Articals of interest to the coal industry.

Wednesday, November 01, 2006

Cleaning up coal


The Futurists
Nov 1, 2006
Inc.com
Inc. Staff

From solar panels to clean coal, betting big on the future of energy.

CoalTek zaps out the moisture, making coal burn more efficiently
Most Americans agree that it would be ideal to retire coal as an energy source. But in a country that burns 1.1 billion tons of coal a year and relies on it for more than half of its electricity, the ideal is clearly a long way off. "Incremental change is better than no change at all," says Chris Poirier, president of CoalTek. Founded by an astrophysicist and oil and gas veteran, the Atlanta-based company uses low-frequency, high-power electromagnetic energy to zap the moisture out of low-grade coal, resulting in a sort of designer coal that is more fuel efficient and cleaner burning. This relatively simple process can increase BTU content by up to 33 percent while reducing sulfur dioxide and other impurities by up to 70 percent.
CoalTek kept a low profile until it had a facility up and running. It has that now in Calvert City, Kentucky, where it plans to process two million tons of coal per year. The company also has the distinction of being one of 10 clean energy start-ups chosen for California's $30 million Clean Energy Fund investment portfolio. Right now, the only competition in the coal-processing field is Evergreen Energy, a publicly traded company that produces a similar product using a different process. With a potential market so large, however, competition is not really a concern. "There could be a hundred of us and we would just be scratching the surface," says Poirier.
Get ready for "the TiVo of electricity"
One of the most troubling realities of the power industry is that it has to produce more than we need. There's no way to store electrons for later, so energy providers produce enough power for peak hours virtually 24 hours a day. Gridpoint of Washington, D.C., may have a solution. The company's CEO, 28-year-old Peter Corsell (whose resumé includes a stint with the CIA), calls his product a "thinking" power storage device. It's a refrigerator-size box that does three things. It provides homes and businesses with backup power, for use in an outage or when prices are high. It regulates that power, allowing customers to pick and choose when their house pulls in energy. And it eliminates the complex installations required by wind and solar--when the masses are ready for renewables, they'll have a plug-and-play appliance to link up with. Corsell also likes to call his product "the TiVo of electricity."
Gridpoint's early investors include Esther Dyson and former U.S. Senator Bill Bradley; more recently Goldman Sachs kicked in some $18 million. The big emissions payoff, however, will come when Gridpoint shifts its focus from selling to contractors and busts into the utility market. The plan: Power companies will lease the $10,000 Gridpoint boxes to customers the way Comcast leases its cable box, creating a smart grid of hundreds of thousands of nodes that can draw enough waste out of the system to preclude building more and more smokestacks.
The goal here is to make gasoline, not ethanol, the alternative fuel
Silicon Valley is placing some big bets on renewable energy, and Cilion, an ethanol start-up in Goshen, California, may well be the biggest one yet.

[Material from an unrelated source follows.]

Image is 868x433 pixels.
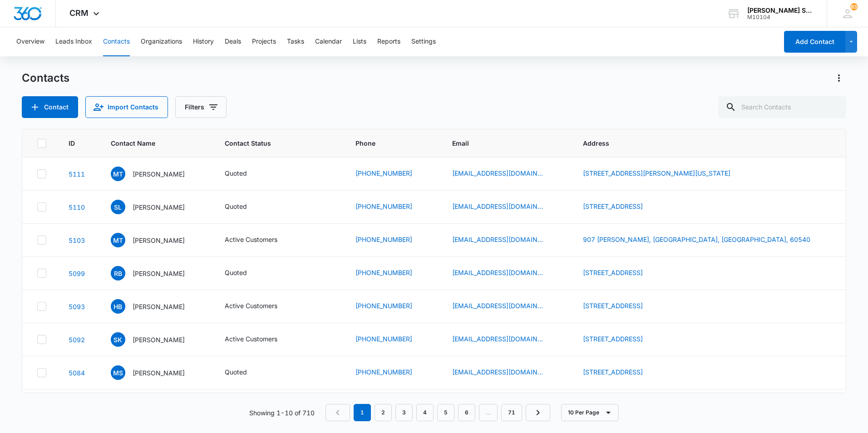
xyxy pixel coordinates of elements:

Founded last June, the company has raised some $200 million from some of the industry's most powerful players, including venture capitalist Vinod Khosla, co-founder of Sun Microsystems, and Richard Branson's Virgin Fuels.
Khosla's goal is to make ethanol so prevalent that gasoline becomes an alternative fuel. By January 2008, Cilion plans to have three plants in California that will make ethanol from corn and other feedstocks, and they'll do so in a far more efficient manner than current plants. After the fuel is made, the distiller grain that's left over will be used to feed cows on California ranches. The company is led by CEO Kevin Kruse, former president of Western Milling, a California grain company, which co-founded Cilion in partnership with Khosla Ventures.
Cars in the state already are fueled by gasoline blended with 5.7 percent ethanol, creating demand for 900 million gallons of the fuel per year. Currently, less than 5 percent of that ethanol is produced in California, but Governor Arnold Schwarzenegger recently mandated that the state produce 20 percent of its own biofuels by 2010. When Cilion's plants are up and running, the company, which now has just 10 employees, could meet the governor's goal all by itself.
------------
Call it biosolids, sewage, or sludge. EnerTech calls it a new source of energy
Every year, North American wastewater treatment plants generate some 50 million tons of treated sewage. Municipal governments like to refer to it as "biosolids," but this sludge is primarily human waste matter that generally is used as fertilizer or sent to the landfill. Either way, it threatens to seep into the groundwater and contaminate local water supplies. "We just don't know where a lot of this stuff goes," says Kevin Bolin.
Bolin's company, Atlanta-based EnerTech Environmental, is looking to answer that question by creating an environmentally friendly way to dispose of biosolids--and generate energy in the process. The company's first commercial facility, set to open in 2008 in Rialto, California, will take some 675 tons of biosolids per day from three cities and two counties, apply heat and pressure, and convert the sewage into something called E-fuel, which EnerTech will sell as a clean replacement for coal in industrial settings like power plants and cement kilns, sharing sales revenue with its clients. The potential savings are huge: The city of Riverside projects that its 20-year contract with EnerTech will save $20 million from disposal costs alone.
This is as green as it gets. Slimy, too
At GreenFuel Technologies, it's all about the algae. The company uses the slimy stuff to create biofuels, while at the same time reducing carbon dioxide emissions. The technology captures the carbon dioxide-rich gas emitted from power plants and pumps it through algae-rich water. Aided by photosynthesis, the algae feeds on the carbon dioxide and other pollutants, cutting power plant emissions. And while it does this, the algae doubles its mass every few hours. The technology to turn it into biofuel has existed for some time.
Isaac Berzin founded the company while doing postdoctoral work in chemical engineering at the Massachusetts Institute of Technology, and GreenFuel, which is based in Cambridge, maintains close ties to the university. In fact, GreenFuel's first working bioreactor was on the roof of an MIT power plant. The company also has projects at power plants in upstate New York and in Arizona. "It's like using corn to make ethanol," says GreenFuel's president, Cary Bullock. "Except you don't have to wait to harvest your crop based on seasons; you can harvest it every day."
GreenFuel is in talks with a number of commercial power plants in the United States and hopes to begin construction on its first large-scale facility by 2008. But power plants are just the beginning; the technology can be deployed at any facility with a large carbon dioxide output--manufacturing plants, wastewater treatment facilities, and more.
The prototypical dot-com speed freak gets some sun
After launching dozens of companies, including NetZero, Citysearch, and WeddingChannel.com, Bill Gross, founder of the technology incubator Idealab, is turning his attention to solar energy. And as usual, he's approaching the problem differently than most of his peers.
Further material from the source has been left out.